To my readers, a belated apology. My wife has been ill, my house has had power and aircon issues, and when your house is broken, it becomes hard to cook and write about food. So we’ll talk a little sous-vide, things that have been building up, stuff I’ve observed, and the occasional incidental that may only pertain to the Snellville GA area as opposed to the much larger world of sous-vide cooking.

Gogi Brothers has closed. I enjoyed my stay there, but I was about the only one I know of who had a positive experience there. If you can’t please customers, it’s hard to stay open.

Fung Mei, which for a while was missing its Sichuan chef, has one now, and their version of “Shan City chicken” (Fung Mei calls it E1 on the Sichuan menu) is exceptionally good right now.

Fung Mei’s “E1” was blow you away good this last Father’s day.

Concerning the dish dry fried green beans: can anyone explain to me the move from spicing with Sichuan peppercorns to a less fiery garlic based set of ingredients? The garlic flavored green beans are good. but not as insanely good as the green beans I had on this visit to Fung Mei.

For the 4th, I prepped a pair of buffalo sirloins. This 8 ounce cut is rapidly becoming my go-to when I want a steak I don’t have to think about. Reliability, tenderness, rich flavors, and serving size about right are driving this. 3 to 5 hours at 131 with dry spices, and these meats are good to go.

Buffalo sirloins are grass fed and very reliable in a sous-vide pot.

When spicing more than one piece of meat, it’s faster if you’ll spice all of them at once on one side, flip all of them, and spice the other side. This approach saves time. Keeping a pot around on the stove, with scalding hot water, also makes it faster to equilibrate the sous-vide pot.

Bottom round roast, 16 hour sous-vide.

Recently I worked up another roast, this time a bottom round roast. I was going to cook it 30 hours, but cut the time short, to about 16 hours, when I found this article on a 10 hour bottom round roast. It ended up a nice cut of meat, some chew but definitely more tender than a stove roasted meat.

I’m beginning to think the 10-24 hour time frame is best for these kinds of meats, regardless. You’re guaranteed something you can eat and not think about it. The longer you go, the more likely it is you’ll get meats with a sawdust texture.

The malty chocolate overtones in this beer make it a creative alternative to another American pale ale or an overhopped IPA.

If you like malt forward beers, you might want to give New Belgium’s 1554 a try, whose malty chocolate overtones make it an alternative to yet another IPA.

Finally, for those of you who are interested in monitoring electricity use, or do some minor electrical work on your own, let’s introduce the common current clamp. Versions of these are available at Home Depot or Lowe’s, or can be purchased for about 50 dollars on Amazon.

A current clamp. It can be more useful to the cook than you might imagine.

The current clamp above came with this temperature probe. Claimed range is less than or equal to 400 C, plus minus 2.5 C.

This one, an Amazon purchase, comes with a temperature probe. That’s what lifts it above the fray for the interested cook. It becomes a dual purpose tool. The accuracy of this probe is 2.5 C, and that’s yet another way to double check the accuracy of your sous-vide device.

Triple checking the temperature in my sous-vide pot.

It could also be used as the main temperature probe in a beer cooler sous vide setup (see also here).

Got back from Christmas and New Years. It was a difficult holiday as almost everyone ended up with flu. My brother did not; he lives in Shanghai these days, working as a financial consultant. A few things he said I thought were of interest.

  • American restaurant service. “You can’t get service like this in restaurants in China.” That led to the discussion of new immigrants (or in the crude vernacular, fobs), and how long term residents of San Francisco’s Chinatown feel about them.
  • American serving size. “The biggest in the world.” The size of Americans surprised him, after all the years overseas.
  • The diversity of ethnic Chinese foods. He’s very fond of Xinjiang cooking – western Chinese cooking, from the Muslim provinces. “You can’t get that kind of cooking in the states.” Northeast Chinese cooking has a lot of dumplings and noodle dishes. The food seen in the States is largely Cantonese.
  • He was a little surprised at the Sichuan foods I could describe to him. He could name them once described.
  • Not food related but interesting nonetheless: though China has a booming economy, there  is still a lot of unemployment there. It’s hard to put 1.3 billion people to work. Cities of course, are huge. A city of 6 or 7 million people is a smaller city in China.

The diversity of food in northwest Louisiana surprised me a little. Good cheeses, good beers are available in decent sized towns, much less cities. Some of the convenience foods available were new to me:


I’d never thought of canning a roux before.

Locally, I tried these dishes at Fung Mei (yu xiang eggplant (i.e. eggplant with spicy garlic sauce) and shredded crispy duck) and they both were really good.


Task to complete. Print every entry exactly once more, omitting each picture.

Information supplied.
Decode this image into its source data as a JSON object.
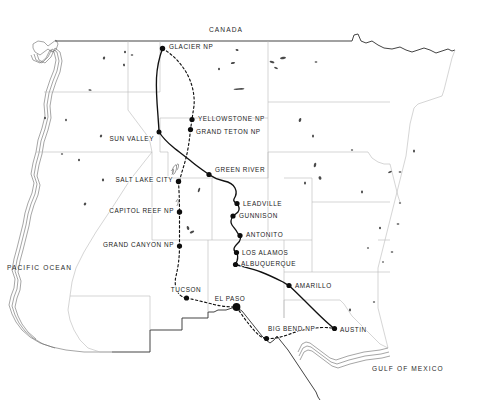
{
  "map": {
    "title": "Western United States Road Trip Route Map",
    "style": "hand-drawn outline map, black and white",
    "colors": {
      "background": "#ffffff",
      "outer_border": "#3a3a3a",
      "state_border": "#b9b9b9",
      "route": "#111111",
      "label_text": "#1a1a1a",
      "marker": "#0d0d0d"
    },
    "region_labels": [
      {
        "name": "canada-label",
        "text": "CANADA",
        "x": 226,
        "y": 32,
        "anchor": "middle"
      },
      {
        "name": "pacific-ocean-label",
        "text": "PACIFIC OCEAN",
        "x": 7,
        "y": 270,
        "anchor": "start"
      },
      {
        "name": "gulf-of-mexico-label",
        "text": "GULF OF MEXICO",
        "x": 372,
        "y": 371,
        "anchor": "start"
      }
    ],
    "stops": [
      {
        "name": "glacier-np",
        "label": "GLACIER NP",
        "x": 162.5,
        "y": 48.5,
        "r": 2.7,
        "lx": 169,
        "ly": 49,
        "anchor": "start"
      },
      {
        "name": "yellowstone-np",
        "label": "YELLOWSTONE NP",
        "x": 192.0,
        "y": 119.5,
        "r": 2.6,
        "lx": 198,
        "ly": 120.5,
        "anchor": "start"
      },
      {
        "name": "grand-teton-np",
        "label": "GRAND TETON NP",
        "x": 190.5,
        "y": 129.5,
        "r": 2.6,
        "lx": 196,
        "ly": 133.5,
        "anchor": "start"
      },
      {
        "name": "sun-valley",
        "label": "SUN VALLEY",
        "x": 159.0,
        "y": 132.0,
        "r": 2.5,
        "lx": 154,
        "ly": 140.5,
        "anchor": "end"
      },
      {
        "name": "green-river",
        "label": "GREEN RIVER",
        "x": 209.0,
        "y": 174.5,
        "r": 2.6,
        "lx": 215,
        "ly": 172.0,
        "anchor": "start"
      },
      {
        "name": "salt-lake-city",
        "label": "SALT LAKE CITY",
        "x": 178.5,
        "y": 181.5,
        "r": 2.7,
        "lx": 173,
        "ly": 182.0,
        "anchor": "end"
      },
      {
        "name": "leadville",
        "label": "LEADVILLE",
        "x": 237.0,
        "y": 203.5,
        "r": 2.6,
        "lx": 243,
        "ly": 205.5,
        "anchor": "start"
      },
      {
        "name": "gunnison",
        "label": "GUNNISON",
        "x": 233.0,
        "y": 216.0,
        "r": 2.6,
        "lx": 239,
        "ly": 218.0,
        "anchor": "start"
      },
      {
        "name": "capitol-reef-np",
        "label": "CAPITOL REEF NP",
        "x": 179.5,
        "y": 212.0,
        "r": 2.7,
        "lx": 174,
        "ly": 212.5,
        "anchor": "end"
      },
      {
        "name": "antonito",
        "label": "ANTONITO",
        "x": 240.0,
        "y": 235.5,
        "r": 2.6,
        "lx": 246,
        "ly": 237.0,
        "anchor": "start"
      },
      {
        "name": "los-alamos",
        "label": "LOS ALAMOS",
        "x": 236.5,
        "y": 252.5,
        "r": 2.6,
        "lx": 242,
        "ly": 254.5,
        "anchor": "start"
      },
      {
        "name": "albuquerque",
        "label": "ALBUQUERQUE",
        "x": 235.5,
        "y": 264.5,
        "r": 2.6,
        "lx": 241,
        "ly": 266.0,
        "anchor": "start"
      },
      {
        "name": "grand-canyon-np",
        "label": "GRAND CANYON NP",
        "x": 179.5,
        "y": 246.0,
        "r": 2.6,
        "lx": 174,
        "ly": 246.5,
        "anchor": "end"
      },
      {
        "name": "tucson",
        "label": "TUCSON",
        "x": 186.5,
        "y": 298.0,
        "r": 2.6,
        "lx": 186,
        "ly": 291.5,
        "anchor": "middle"
      },
      {
        "name": "el-paso",
        "label": "EL PASO",
        "x": 236.5,
        "y": 307.0,
        "r": 3.9,
        "lx": 230,
        "ly": 300.5,
        "anchor": "middle"
      },
      {
        "name": "amarillo",
        "label": "AMARILLO",
        "x": 289.0,
        "y": 285.5,
        "r": 2.6,
        "lx": 295,
        "ly": 287.5,
        "anchor": "start"
      },
      {
        "name": "big-bend-np",
        "label": "BIG BEND NP",
        "x": 266.5,
        "y": 338.5,
        "r": 2.6,
        "lx": 268,
        "ly": 331.0,
        "anchor": "start"
      },
      {
        "name": "austin",
        "label": "AUSTIN",
        "x": 334.5,
        "y": 328.5,
        "r": 2.6,
        "lx": 340,
        "ly": 332.0,
        "anchor": "start"
      }
    ],
    "routes": [
      {
        "name": "outbound-route-solid",
        "style": "solid",
        "legs": [
          "GLACIER NP",
          "SUN VALLEY",
          "GREEN RIVER",
          "LEADVILLE",
          "GUNNISON",
          "ANTONITO",
          "LOS ALAMOS",
          "ALBUQUERQUE",
          "AMARILLO",
          "AUSTIN"
        ]
      },
      {
        "name": "return-route-dashed",
        "style": "dashed",
        "legs": [
          "GLACIER NP",
          "YELLOWSTONE NP",
          "GRAND TETON NP",
          "SALT LAKE CITY",
          "CAPITOL REEF NP",
          "GRAND CANYON NP",
          "TUCSON",
          "EL PASO",
          "BIG BEND NP",
          "AUSTIN"
        ]
      }
    ]
  }
}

Output of the exercise.
Decode this image into its source data as a JSON object.
{
  "map": {
    "title": "Western United States Road Trip Route Map",
    "style": "hand-drawn outline map, black and white",
    "colors": {
      "background": "#ffffff",
      "outer_border": "#3a3a3a",
      "state_border": "#b9b9b9",
      "route": "#111111",
      "label_text": "#1a1a1a",
      "marker": "#0d0d0d"
    },
    "region_labels": [
      {
        "name": "canada-label",
        "text": "CANADA",
        "x": 226,
        "y": 32,
        "anchor": "middle"
      },
      {
        "name": "pacific-ocean-label",
        "text": "PACIFIC OCEAN",
        "x": 7,
        "y": 270,
        "anchor": "start"
      },
      {
        "name": "gulf-of-mexico-label",
        "text": "GULF OF MEXICO",
        "x": 372,
        "y": 371,
        "anchor": "start"
      }
    ],
    "stops": [
      {
        "name": "glacier-np",
        "label": "GLACIER NP",
        "x": 162.5,
        "y": 48.5,
        "r": 2.7,
        "lx": 169,
        "ly": 49,
        "anchor": "start"
      },
      {
        "name": "yellowstone-np",
        "label": "YELLOWSTONE NP",
        "x": 192.0,
        "y": 119.5,
        "r": 2.6,
        "lx": 198,
        "ly": 120.5,
        "anchor": "start"
      },
      {
        "name": "grand-teton-np",
        "label": "GRAND TETON NP",
        "x": 190.5,
        "y": 129.5,
        "r": 2.6,
        "lx": 196,
        "ly": 133.5,
        "anchor": "start"
      },
      {
        "name": "sun-valley",
        "label": "SUN VALLEY",
        "x": 159.0,
        "y": 132.0,
        "r": 2.5,
        "lx": 154,
        "ly": 140.5,
        "anchor": "end"
      },
      {
        "name": "green-river",
        "label": "GREEN RIVER",
        "x": 209.0,
        "y": 174.5,
        "r": 2.6,
        "lx": 215,
        "ly": 172.0,
        "anchor": "start"
      },
      {
        "name": "salt-lake-city",
        "label": "SALT LAKE CITY",
        "x": 178.5,
        "y": 181.5,
        "r": 2.7,
        "lx": 173,
        "ly": 182.0,
        "anchor": "end"
      },
      {
        "name": "leadville",
        "label": "LEADVILLE",
        "x": 237.0,
        "y": 203.5,
        "r": 2.6,
        "lx": 243,
        "ly": 205.5,
        "anchor": "start"
      },
      {
        "name": "gunnison",
        "label": "GUNNISON",
        "x": 233.0,
        "y": 216.0,
        "r": 2.6,
        "lx": 239,
        "ly": 218.0,
        "anchor": "start"
      },
      {
        "name": "capitol-reef-np",
        "label": "CAPITOL REEF NP",
        "x": 179.5,
        "y": 212.0,
        "r": 2.7,
        "lx": 174,
        "ly": 212.5,
        "anchor": "end"
      },
      {
        "name": "antonito",
        "label": "ANTONITO",
        "x": 240.0,
        "y": 235.5,
        "r": 2.6,
        "lx": 246,
        "ly": 237.0,
        "anchor": "start"
      },
      {
        "name": "los-alamos",
        "label": "LOS ALAMOS",
        "x": 236.5,
        "y": 252.5,
        "r": 2.6,
        "lx": 242,
        "ly": 254.5,
        "anchor": "start"
      },
      {
        "name": "albuquerque",
        "label": "ALBUQUERQUE",
        "x": 235.5,
        "y": 264.5,
        "r": 2.6,
        "lx": 241,
        "ly": 266.0,
        "anchor": "start"
      },
      {
        "name": "grand-canyon-np",
        "label": "GRAND CANYON NP",
        "x": 179.5,
        "y": 246.0,
        "r": 2.6,
        "lx": 174,
        "ly": 246.5,
        "anchor": "end"
      },
      {
        "name": "tucson",
        "label": "TUCSON",
        "x": 186.5,
        "y": 298.0,
        "r": 2.6,
        "lx": 186,
        "ly": 291.5,
        "anchor": "middle"
      },
      {
        "name": "el-paso",
        "label": "EL PASO",
        "x": 236.5,
        "y": 307.0,
        "r": 3.9,
        "lx": 230,
        "ly": 300.5,
        "anchor": "middle"
      },
      {
        "name": "amarillo",
        "label": "AMARILLO",
        "x": 289.0,
        "y": 285.5,
        "r": 2.6,
        "lx": 295,
        "ly": 287.5,
        "anchor": "start"
      },
      {
        "name": "big-bend-np",
        "label": "BIG BEND NP",
        "x": 266.5,
        "y": 338.5,
        "r": 2.6,
        "lx": 268,
        "ly": 331.0,
        "anchor": "start"
      },
      {
        "name": "austin",
        "label": "AUSTIN",
        "x": 334.5,
        "y": 328.5,
        "r": 2.6,
        "lx": 340,
        "ly": 332.0,
        "anchor": "start"
      }
    ],
    "routes": [
      {
        "name": "outbound-route-solid",
        "style": "solid",
        "legs": [
          "GLACIER NP",
          "SUN VALLEY",
          "GREEN RIVER",
          "LEADVILLE",
          "GUNNISON",
          "ANTONITO",
          "LOS ALAMOS",
          "ALBUQUERQUE",
          "AMARILLO",
          "AUSTIN"
        ]
      },
      {
        "name": "return-route-dashed",
        "style": "dashed",
        "legs": [
          "GLACIER NP",
          "YELLOWSTONE NP",
          "GRAND TETON NP",
          "SALT LAKE CITY",
          "CAPITOL REEF NP",
          "GRAND CANYON NP",
          "TUCSON",
          "EL PASO",
          "BIG BEND NP",
          "AUSTIN"
        ]
      }
    ]
  }
}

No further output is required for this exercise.